Why NN gradients are less than 1?

I have a guess, probably incorrect, regarding the behavior of gradients.
In the most first iteration of a NN, we just guessing our weights. Looking at some specific weight it should be pretty far from its final value. I expect the most first gradient of this weight must be pretty big, atleast bigger than 1. For example, like in Jeremy’s picture

grad_illustration

We see here the slope is bigger than 45 degrees -> the gradient is more than 1.

I want to explore it. I took 3 or 4 different models from the fastbook courses and still can’t find gradients (absolute values) more than 1.
For example

def abs_10_power(x): 
    return (x.abs() + (1e-30)).log10().flatten().numpy().astype(int)

class GradCallback(HookCallback):
  def __init__(self): super().__init__(is_forward=False)
  def before_fit(self): 
    super().before_fit()
    self.out_grads = L()

  def hook(self, m, i, o):
    self.out_grads.append(abs_10_power(o[0]))

path = untar_data(URLs.MNIST_SAMPLE)
Path.BASE_PATH = path
dls = ImageDataLoaders.from_folder(path)
learn = cnn_learner(dls, resnet18, pretrained=False,
                    loss_func=F.cross_entropy, metrics=accuracy)

gcb = GradCallback()
learn.fit_one_cycle(1, 0.1, cbs=gcb)

pd.Series(gcb.out_grads, name='batch_grads')\
  .apply(np.max).to_frame('log10_max_grad')\
  .reset_index().rename(columns={'index': 'iteration'})\
  .plot.scatter('iteration', 'log10_max_grad');

index

Hi Sergey,

The parabola is just a particular example to illustrate SGD. When you go further from the minimum, the slope increases for a parabola, but that may not the case in general for the loss vs. weights function. I am really not sure - it would depend whether the loss function’s slope is bounded. It’s likely that for any we commonly use that the slope increases indefinitely when you get far from the minimum. What we actually rely on in SGD, though, is that the gradient gets smaller as we approach a local minimum. That does not mean that the opposite must necessarily be true.

I am delighted that you investigated your question with an actual experiment. A couple of comments:

  • There is no reason to test against the number one. The scale of the gradient gets determined by the architecture and the loss function. (For example, when you put a factor in front of the loss function, it scales the gradient.) That’s why different models need different learning rates.

  • So you would really want to test whether the gradient gets arbitrarily big as you move farther away. If you look at the gradients along a training path that already starts from a reasonable weight initialization, I doubt you will see any large values.

  • A possibly more general way to measure the gradient is to take its norm (length) rather than the maximum abs() component.

  • To observe some huge gradient values, try setting the learning rate too high. To be more intentional, you might create a loss function that rewards large losses, and train!

I hope these angles help. I am interested, theoretically, in knowing whether gradients get arbitrarily large toward the edges of weight space, so please post what you discover. :slightly_smiling_face:

I agree about the parabola.
In my assumptions about gradients and the underlying parameter-loss surface, I take the next picture in my mind from lesson 14 of the fastbook course


So here the only option to get max-gradients less than 1 in the whole process of learning, for all iterations, is to get into some of the local minimums. I don’t think this is a likely case.
Regarding your notes:

  1. I don’t test against the most first gradient. I look at all gradients aggregated with max or mean by a module on every iteration.
  2. I’ll check it
  3. I understand your point. My idea is to try to find “any” partial gradient more than 1.
  4. Thanks for the idea, I checked it in the colab.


Exercise brief
Would you transcribe the entries below word for word, omitting all images?

Top of Source information

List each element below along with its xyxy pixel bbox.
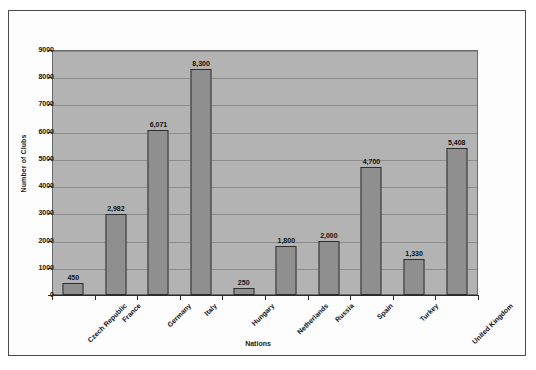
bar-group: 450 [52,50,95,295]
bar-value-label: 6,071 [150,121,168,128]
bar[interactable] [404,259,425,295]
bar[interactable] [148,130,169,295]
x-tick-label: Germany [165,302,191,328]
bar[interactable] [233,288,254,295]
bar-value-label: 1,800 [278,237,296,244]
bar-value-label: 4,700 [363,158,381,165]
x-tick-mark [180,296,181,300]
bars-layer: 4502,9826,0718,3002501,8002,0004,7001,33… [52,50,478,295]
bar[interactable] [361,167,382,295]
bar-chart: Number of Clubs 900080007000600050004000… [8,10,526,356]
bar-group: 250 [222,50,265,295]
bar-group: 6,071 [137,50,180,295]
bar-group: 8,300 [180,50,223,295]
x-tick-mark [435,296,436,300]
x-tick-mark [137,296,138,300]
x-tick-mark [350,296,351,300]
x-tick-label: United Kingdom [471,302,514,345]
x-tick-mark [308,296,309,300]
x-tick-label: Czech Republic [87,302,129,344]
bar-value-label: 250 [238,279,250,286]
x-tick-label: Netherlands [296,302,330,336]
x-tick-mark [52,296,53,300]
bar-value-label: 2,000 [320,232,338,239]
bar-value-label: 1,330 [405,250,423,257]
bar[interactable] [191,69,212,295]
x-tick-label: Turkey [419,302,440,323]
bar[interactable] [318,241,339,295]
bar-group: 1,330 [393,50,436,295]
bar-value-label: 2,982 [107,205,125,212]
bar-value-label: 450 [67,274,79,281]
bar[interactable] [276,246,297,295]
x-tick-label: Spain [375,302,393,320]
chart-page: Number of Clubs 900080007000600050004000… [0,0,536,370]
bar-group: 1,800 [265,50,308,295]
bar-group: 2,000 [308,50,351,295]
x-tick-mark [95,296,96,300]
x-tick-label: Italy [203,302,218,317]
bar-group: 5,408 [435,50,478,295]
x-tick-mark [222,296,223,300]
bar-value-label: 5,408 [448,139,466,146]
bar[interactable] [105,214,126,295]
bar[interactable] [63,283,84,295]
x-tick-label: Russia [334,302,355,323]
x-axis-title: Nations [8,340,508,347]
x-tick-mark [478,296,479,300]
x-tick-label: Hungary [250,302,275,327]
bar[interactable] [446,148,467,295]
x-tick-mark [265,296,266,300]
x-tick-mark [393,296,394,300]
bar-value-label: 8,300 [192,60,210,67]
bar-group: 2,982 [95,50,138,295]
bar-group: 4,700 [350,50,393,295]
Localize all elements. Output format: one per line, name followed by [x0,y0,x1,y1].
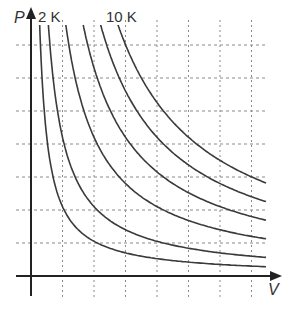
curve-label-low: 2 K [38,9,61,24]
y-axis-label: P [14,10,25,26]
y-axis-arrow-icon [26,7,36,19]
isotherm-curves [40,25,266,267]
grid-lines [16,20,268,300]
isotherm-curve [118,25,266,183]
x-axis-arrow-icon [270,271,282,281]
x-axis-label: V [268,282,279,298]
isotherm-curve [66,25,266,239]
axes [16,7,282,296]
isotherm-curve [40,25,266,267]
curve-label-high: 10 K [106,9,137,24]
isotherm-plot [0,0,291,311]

Bottom of Source information

Reply
List each element below along with its xyxy pixel bbox.
bar-group: 450 [52,50,95,295]
bar-value-label: 6,071 [150,121,168,128]
bar[interactable] [404,259,425,295]
bar[interactable] [148,130,169,295]
x-tick-label: Germany [165,302,191,328]
bar[interactable] [233,288,254,295]
bar-value-label: 1,800 [278,237,296,244]
bar-value-label: 4,700 [363,158,381,165]
x-tick-mark [180,296,181,300]
bars-layer: 4502,9826,0718,3002501,8002,0004,7001,33… [52,50,478,295]
bar[interactable] [361,167,382,295]
bar-chart: Number of Clubs 900080007000600050004000… [8,10,526,356]
bar-group: 250 [222,50,265,295]
bar-group: 6,071 [137,50,180,295]
bar-group: 8,300 [180,50,223,295]
x-tick-mark [435,296,436,300]
x-tick-mark [137,296,138,300]
x-tick-mark [350,296,351,300]
x-tick-label: United Kingdom [471,302,514,345]
x-tick-mark [308,296,309,300]
x-tick-label: Czech Republic [87,302,129,344]
bar-value-label: 250 [238,279,250,286]
x-tick-label: Netherlands [296,302,330,336]
x-tick-mark [52,296,53,300]
bar-value-label: 2,000 [320,232,338,239]
bar-value-label: 1,330 [405,250,423,257]
bar[interactable] [191,69,212,295]
x-tick-label: Turkey [419,302,440,323]
bar[interactable] [318,241,339,295]
bar-group: 1,330 [393,50,436,295]
bar-value-label: 2,982 [107,205,125,212]
bar-value-label: 450 [67,274,79,281]
bar[interactable] [276,246,297,295]
x-tick-label: Spain [375,302,393,320]
chart-page: Number of Clubs 900080007000600050004000… [0,0,536,370]
bar-group: 1,800 [265,50,308,295]
bar-group: 2,000 [308,50,351,295]
x-tick-mark [95,296,96,300]
x-tick-label: Italy [203,302,218,317]
bar-group: 5,408 [435,50,478,295]
x-tick-mark [222,296,223,300]
bar-value-label: 5,408 [448,139,466,146]
bar[interactable] [105,214,126,295]
bar[interactable] [63,283,84,295]
x-tick-label: Russia [334,302,355,323]
x-axis-title: Nations [8,340,508,347]
x-tick-mark [478,296,479,300]
x-tick-label: Hungary [250,302,275,327]
bar[interactable] [446,148,467,295]
x-tick-mark [265,296,266,300]
x-tick-mark [393,296,394,300]
bar-value-label: 8,300 [192,60,210,67]
bar-group: 2,982 [95,50,138,295]
bar-group: 4,700 [350,50,393,295]
Localize all elements. Output format: one per line, name followed by [x0,y0,x1,y1].
curve-label-low: 2 K [38,9,61,24]
y-axis-label: P [14,10,25,26]
y-axis-arrow-icon [26,7,36,19]
isotherm-curves [40,25,266,267]
grid-lines [16,20,268,300]
isotherm-curve [118,25,266,183]
x-axis-arrow-icon [270,271,282,281]
x-axis-label: V [268,282,279,298]
isotherm-curve [66,25,266,239]
axes [16,7,282,296]
isotherm-curve [40,25,266,267]
curve-label-high: 10 K [106,9,137,24]
isotherm-plot [0,0,291,311]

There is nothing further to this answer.